Two versions of Dante Gabriel Rossetti's How They Met Themselves, in the collection of the Fitzwilliam Museum, Cambridge. On the left is the 1864 version in bodycolour on paper (object/13398), 339 mm x 273 mm; on the right is the pen and ink wash on paper version, 270 mm x 213 mm., accession no, 1424. Photo copyright, © Fitzwilliam Museum, Cambridge (taken by Andrew Norman), kindly released on the Creative Commons License (BY-NC-ND).
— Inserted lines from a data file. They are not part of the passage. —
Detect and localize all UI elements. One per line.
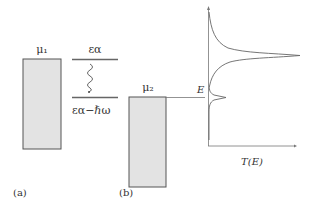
transmission-axis-label: T(E)	[241, 156, 263, 167]
transmission-axis-arrow-icon	[294, 145, 297, 148]
mu2-label: μ₂	[142, 81, 154, 94]
panel-a: μ₁ εα εα−ℏω (a)	[13, 43, 118, 198]
mu1-label: μ₁	[36, 43, 48, 56]
energy-axis-arrow-icon	[207, 6, 210, 10]
diagram-canvas: μ₁ εα εα−ℏω (a) μ₂ E T(E) (b)	[0, 0, 315, 208]
panel-a-caption: (a)	[13, 187, 27, 198]
photon-arrow-tip	[88, 91, 90, 93]
upper-level-label: εα	[88, 43, 102, 56]
transmission-curve	[209, 12, 300, 140]
lower-level-label: εα−ℏω	[72, 104, 110, 117]
reservoir-2-box	[129, 97, 166, 187]
panel-b-caption: (b)	[119, 187, 133, 198]
photon-wave-icon	[88, 64, 93, 92]
energy-axis-label: E	[196, 84, 205, 95]
reservoir-1-box	[23, 59, 61, 149]
panel-b: μ₂ E T(E) (b)	[119, 6, 300, 198]
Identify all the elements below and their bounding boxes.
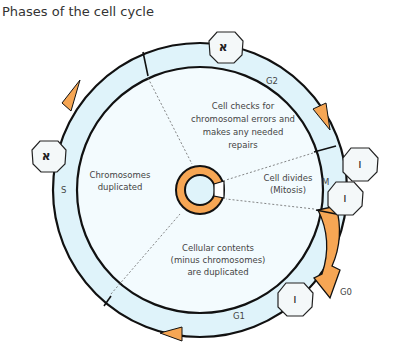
svg-text:(minus chromosomes): (minus chromosomes) xyxy=(171,255,266,265)
svg-text:Cell divides: Cell divides xyxy=(264,173,313,183)
cell-s: א xyxy=(32,141,66,172)
cell-g2: א xyxy=(209,32,243,63)
svg-text:א: א xyxy=(42,149,51,163)
svg-text:ו: ו xyxy=(358,157,361,171)
svg-text:ו: ו xyxy=(343,191,346,205)
phase-label-g0: G0 xyxy=(340,287,352,297)
direction-arrow-s xyxy=(62,80,80,111)
phase-label-m: M xyxy=(322,177,329,187)
svg-text:Chromosomes: Chromosomes xyxy=(90,170,151,180)
svg-text:duplicated: duplicated xyxy=(98,182,143,192)
svg-text:chromosomal errors and: chromosomal errors and xyxy=(191,114,295,124)
svg-text:(Mitosis): (Mitosis) xyxy=(270,185,306,195)
cell-cycle-diagram: G2 S M G1 G0 Cell checks for chromosomal… xyxy=(0,0,397,360)
svg-text:ו: ו xyxy=(293,292,296,306)
phase-label-s: S xyxy=(61,185,66,195)
phase-label-g2: G2 xyxy=(266,76,278,86)
phase-label-g1: G1 xyxy=(233,311,245,321)
svg-text:makes any needed: makes any needed xyxy=(203,127,284,137)
cell-g1: ו xyxy=(278,283,313,316)
svg-text:Cell checks for: Cell checks for xyxy=(212,101,275,111)
svg-text:repairs: repairs xyxy=(228,140,258,150)
nucleus-core xyxy=(185,175,215,205)
svg-text:are duplicated: are duplicated xyxy=(187,267,248,277)
nucleus-gap xyxy=(214,181,224,198)
cell-m-lower: ו xyxy=(328,182,363,215)
svg-text:Cellular contents: Cellular contents xyxy=(182,243,255,253)
svg-text:א: א xyxy=(219,40,228,54)
cell-m-upper: ו xyxy=(343,148,378,181)
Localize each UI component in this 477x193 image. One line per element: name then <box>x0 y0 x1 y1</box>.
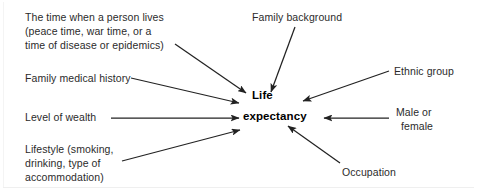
connector-family-medical-history <box>131 78 239 103</box>
factor-line: (peace time, war time, or a <box>25 25 151 37</box>
factor-label-lifestyle-line2: drinking, type of <box>25 157 101 170</box>
life-expectancy-diagram: The time when a person lives (peace time… <box>0 0 477 193</box>
connector-occupation <box>288 126 340 163</box>
factor-line: Occupation <box>342 166 396 178</box>
factor-label-family-medical-history: Family medical history <box>25 72 131 85</box>
connector-family-background <box>271 27 295 92</box>
center-node-text: expectancy <box>243 110 307 122</box>
factor-label-lifestyle: Lifestyle (smoking, <box>25 143 113 156</box>
factor-label-occupation: Occupation <box>342 166 396 179</box>
factor-line: Level of wealth <box>25 111 96 123</box>
factor-label-level-of-wealth: Level of wealth <box>25 111 96 124</box>
factor-label-family-background: Family background <box>252 11 342 24</box>
factor-label-lifestyle-line3: accommodation) <box>25 171 104 184</box>
factor-line: time of disease or epidemics) <box>25 39 164 51</box>
connector-lifestyle <box>122 130 240 161</box>
factor-line: Ethnic group <box>394 65 454 77</box>
factor-label-male-or-female: Male or <box>396 106 432 119</box>
center-node-text: Life <box>252 89 273 101</box>
connector-time-period <box>175 44 246 93</box>
connector-ethnic-group <box>303 71 389 101</box>
factor-label-male-or-female-line2: female <box>401 120 433 133</box>
factor-label-ethnic-group: Ethnic group <box>394 65 454 78</box>
factor-line: Family medical history <box>25 72 131 84</box>
factor-line: female <box>401 120 433 132</box>
factor-label-time-period-line3: time of disease or epidemics) <box>25 39 164 52</box>
factor-line: Family background <box>252 11 342 23</box>
factor-line: drinking, type of <box>25 157 101 169</box>
factor-line: The time when a person lives <box>25 11 164 23</box>
center-node-line1: Life <box>252 88 273 103</box>
center-node-line2: expectancy <box>243 109 307 124</box>
factor-line: Male or <box>396 106 432 118</box>
factor-label-time-period: The time when a person lives <box>25 11 164 24</box>
factor-line: accommodation) <box>25 171 104 183</box>
factor-line: Lifestyle (smoking, <box>25 143 113 155</box>
factor-label-time-period-line2: (peace time, war time, or a <box>25 25 151 38</box>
Ford Madox Hueffer draws attention to this work, of which there had been an earlier version in 1851, saying that it "shows Rossetti’s strong liking for subjects connected with the supernatural — his strong liking, because so very much of Rossetti’s most fervent individuality is thrown into, and expressed in, this drawing of two lovers, who, walking in a wood, meet their doppel-gaengers and are lamentably stricken by the presage of approaching disaster. It is one of Rossetti's best designs" (54).
According to Virginia Surtees, the 1851 drawing was "either lost or destroyed", so the ink and wash version on the right must have been the one executed "during the artist's honeymoon in Paris (1860)" to replace that. It seems odd to have worked on this on a honeymoon. Whatever the particular context, it is clear that the concept had some special meaning for Rossetti: "Called by Rossetti the ‘Bogie drawing’, it illustrates the legend of the Doppelgänger which had fascinated him since childhood" (Surtees). — Jacqueline Banerjee.
Bibliography
"How They Met Themselves: 2300." Fitzwilliam Museum. Web. 11 July 2022.
How They Met Themselves, by Rossetti." Fitzwilliam Museum. Web. 11 July 2022.
Hueffer, Ford Madox. Rossetti: A Crical Essay on His Art. London: Duckworth, 1914. Internet Archive. Million Books Project. Web. 11 July 2022.
Surtees, Virginia, qtd. in "How They Met Themselves." Rossetti Archive. Web. 11 July 2022.